Iren’s 1.4 GW data-center switch-on in April and Broadcom’s 74% AI-chip surge create a one-two punch that sidesteps Nvidia’s valuation ceiling while still capturing the fastest-growing slices of the AI stack.
The Setup: Power, Not GPUs, Is the New Bottleneck
Wall Street still prices AI upside as if Nvidia’s H100s are the only story. Reality is shifting underfoot: hyperscalers now throttle deployments not by GPU availability but by megawatt capacity. Iren’s 3 GW pipeline sits inside that bottleneck, while Broadcom designs the domain-specific silicon that replaces Nvidia’s general-purpose GPUs inside those same walls.
Iren’s April Catalyst: 1.4 GW That Could Triple Contract Value
The Sweetwater 1 site flips online in April, adding 1.4 GW of grid-tied power. Management’s base case—$3.4 billion annual recurring revenue by the end of 2026—assumes only 16% utilization of secured power. Simple math: every extra 200 MW slice can replicate the $1.94 billion Microsoft deal. Seven identical wins fully utilize Sweetwater and lift ARR above $16 billion, a 4× upside scenario the market has not modeled.
- Five-year, $9.7 billion Microsoft master lease already locked (averages $1.94 B ARR).
- Remaining 1.2 GW at Sweetwater equals six additional Microsoft-scale contracts.
- Stock trades at 2.3× 2026E sales under the conservative $3.4 B guide—cheap if contracts accelerate.
Broadcom’s Hidden Leverage: Custom Silicon Margins Approaching 50%
Fiscal Q4 numbers show AI revenue up 74% year-over-year and guidance for Q1 implies a 100% plus run-rate. Net margin hit 46% last quarter on the back of custom AI chips that sell for 2–3× Nvidia’s average selling price because they bake in customer IP. Alphabet, Meta and ByteDance have all disclosed in-house accelerator programs that rely on Broadcom’s design libraries. Each new 3-nm tape-out carries a $250–$400 million non-recurring engineering fee; once in production, Broadcom collects a 60% gross margin royalty stream for five to seven years.
Valuation Cross-Check: Where the Market Still Yawns
Nvidia’s 28× forward sales leaves zero room for hiccups. Iren, even under the bull-case $16 B ARR scenario, trades at 0.9× sales. Broadcom, at 12× earnings, is priced like a mature semiconductor play despite AI revenue that could double again in 2026. Spread between the two names offers a barbell: Iren for torque, Broadcom for cash-flow ballast.
Risk Stack: Execution, Regulation, and Demand Migration
Texas grid stability and EPA permitting could delay Iren’s 2026 energization schedule by three to six months, pushing first revenue into 2027. For Broadcom, customer concentration is rising—top three hyperscalers now represent 38% of AI sales. Any architectural pivot to internally designed silicon (rumored at Amazon) would shave 5–7% from consensus revenue. Hedge: own both; their risk profiles are negatively correlated—power delays hurt Iren but don’t impact Broadcom, while silicon transitions hit Broadcom yet leave Iren’s colocation demand intact.
Positioning: How the Desk Is Playing It
Portfolio weighting 60% Broadcom / 40% Iren captures margin-rich cash flow while preserving upside optionality on power contracts. Use Broadcom’s 1.9% dividend to fund Iren’s volatility. Rebalance trigger: if Iren secures two more gigawatt-scale leases before July, equal-weight the pair and let the thesis ride through 2027.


What needs to be done> As written and without pictures, set down the lines from the one that contains "Identify the location of span: Case" through the end of the data.
********
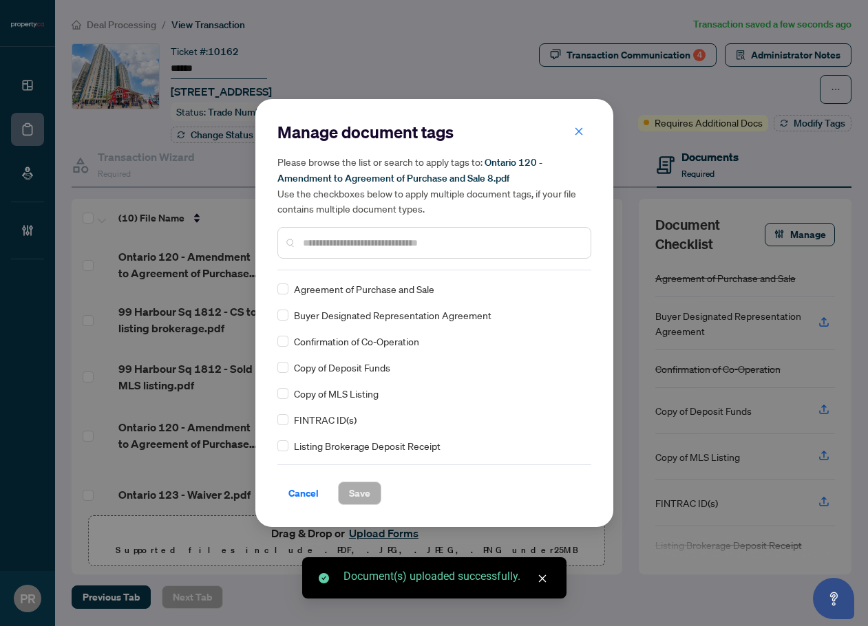 The image size is (868, 626). Describe the element at coordinates (325, 420) in the screenshot. I see `span: FINTRAC ID(s)` at that location.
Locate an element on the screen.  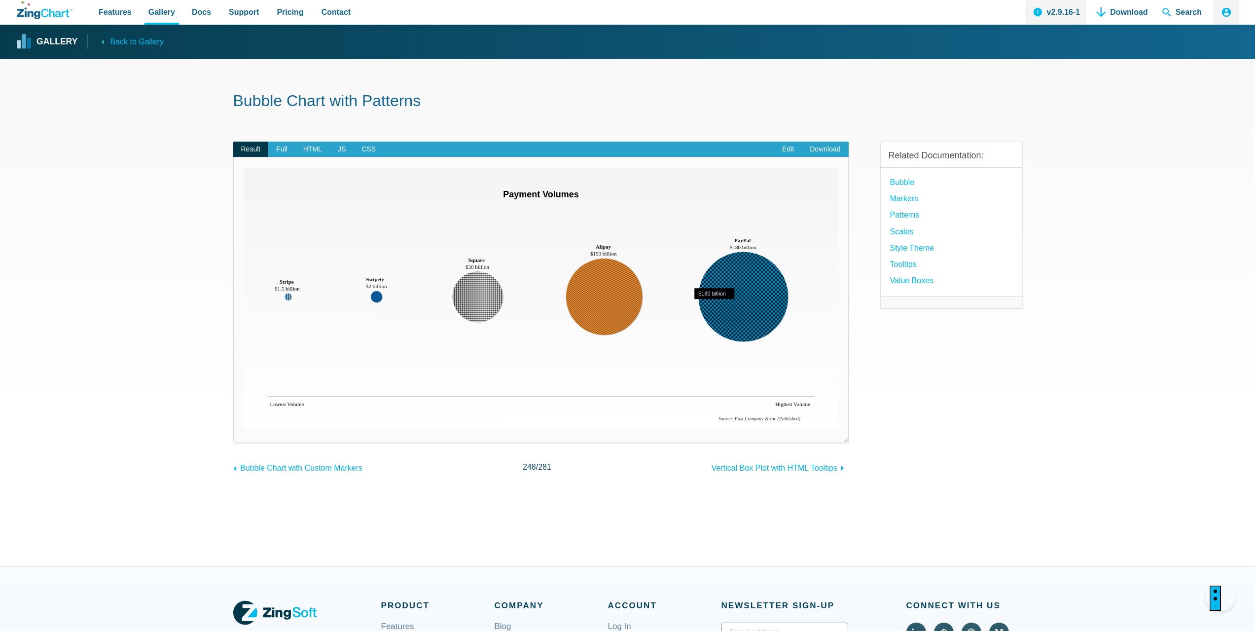
a: Scales is located at coordinates (902, 231).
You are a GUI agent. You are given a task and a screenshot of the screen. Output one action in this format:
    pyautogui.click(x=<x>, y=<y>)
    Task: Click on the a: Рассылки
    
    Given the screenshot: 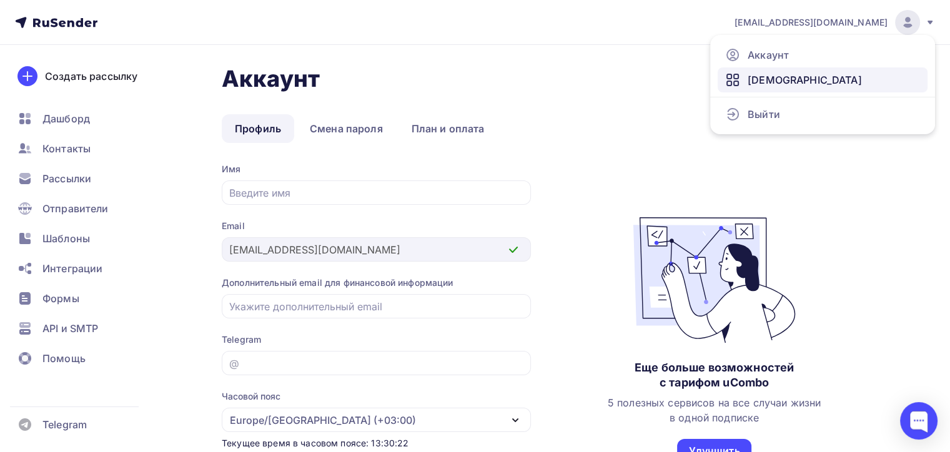 What is the action you would take?
    pyautogui.click(x=84, y=179)
    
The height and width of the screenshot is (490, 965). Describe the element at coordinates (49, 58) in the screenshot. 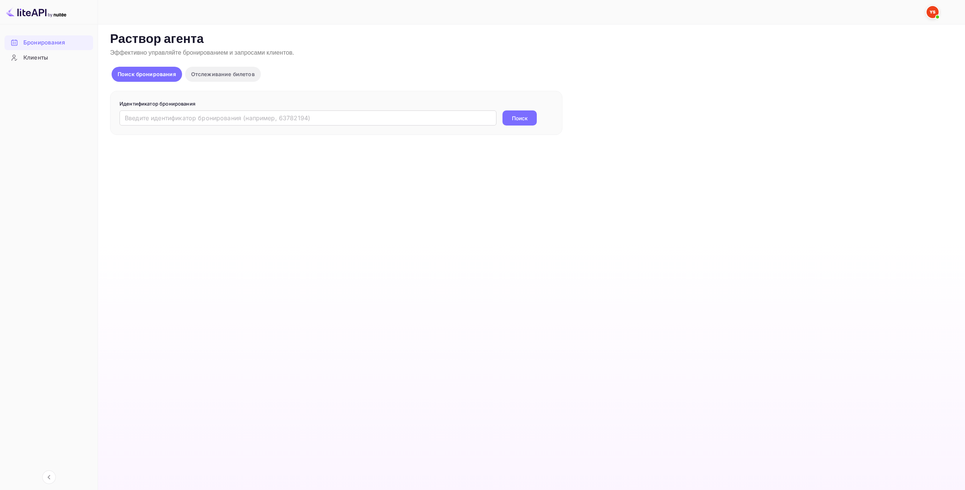

I see `div: Клиенты` at that location.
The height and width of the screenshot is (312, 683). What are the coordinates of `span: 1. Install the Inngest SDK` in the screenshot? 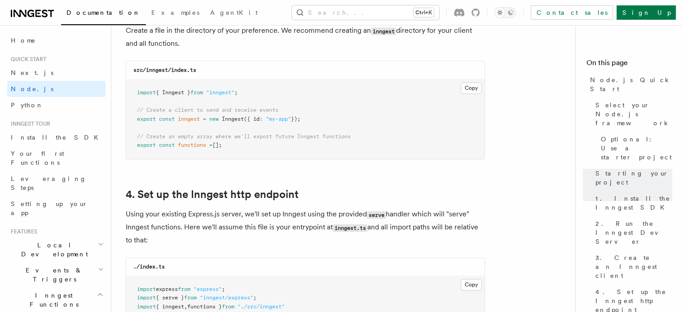 It's located at (634, 203).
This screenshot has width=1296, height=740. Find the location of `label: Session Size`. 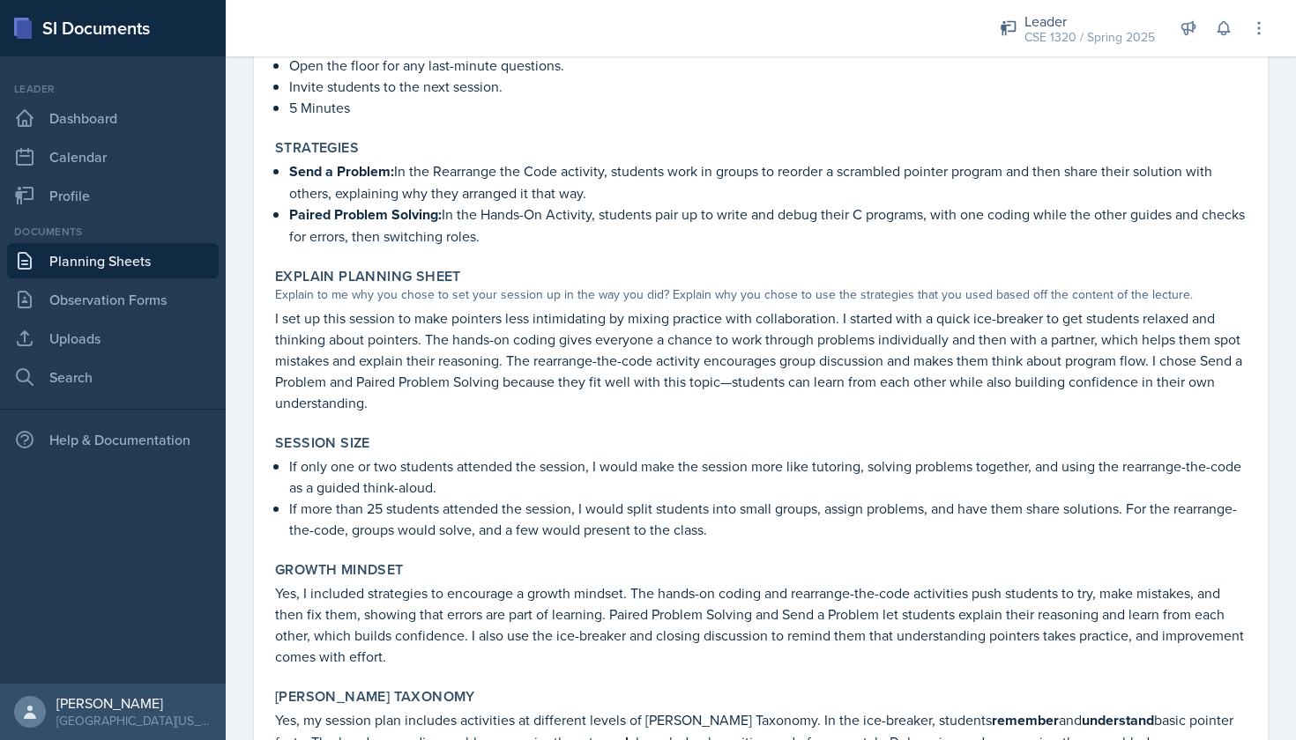

label: Session Size is located at coordinates (323, 443).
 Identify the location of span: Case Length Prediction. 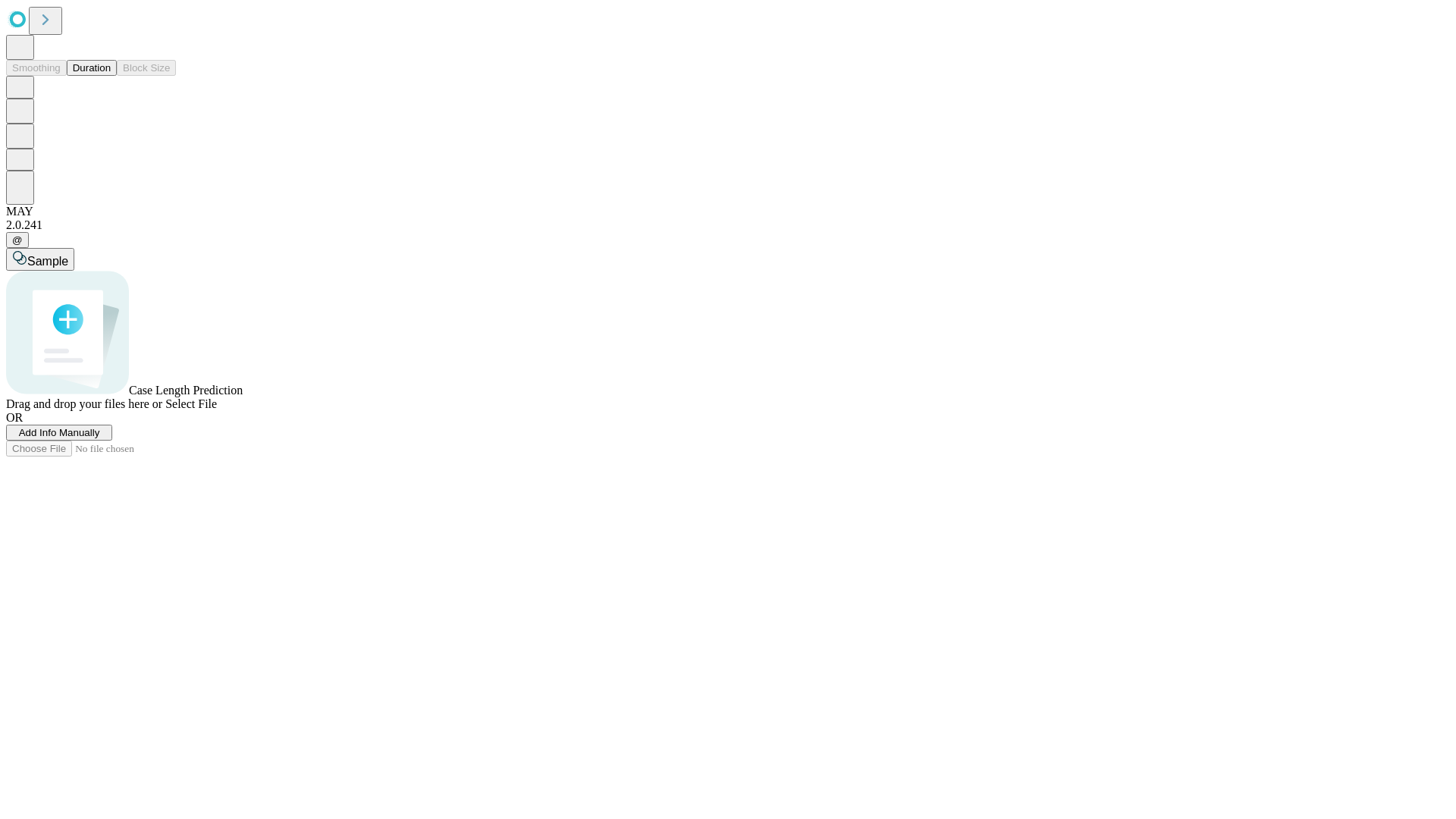
(185, 389).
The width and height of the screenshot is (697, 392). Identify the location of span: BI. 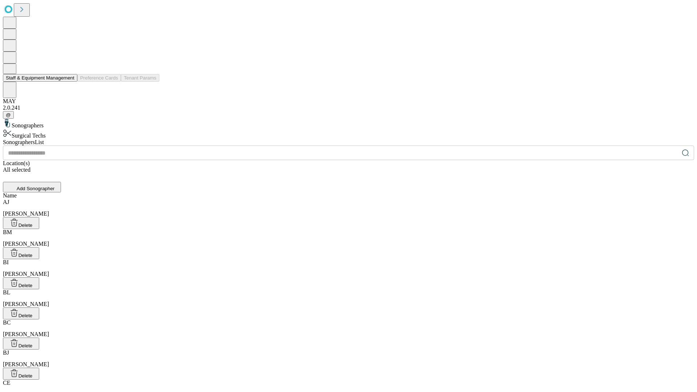
(6, 262).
********
Answer below>
 Identify the location of span: Case Length Prediction. 
(185, 389).
The width and height of the screenshot is (697, 392). Identify the location of span: BI. 
(6, 262).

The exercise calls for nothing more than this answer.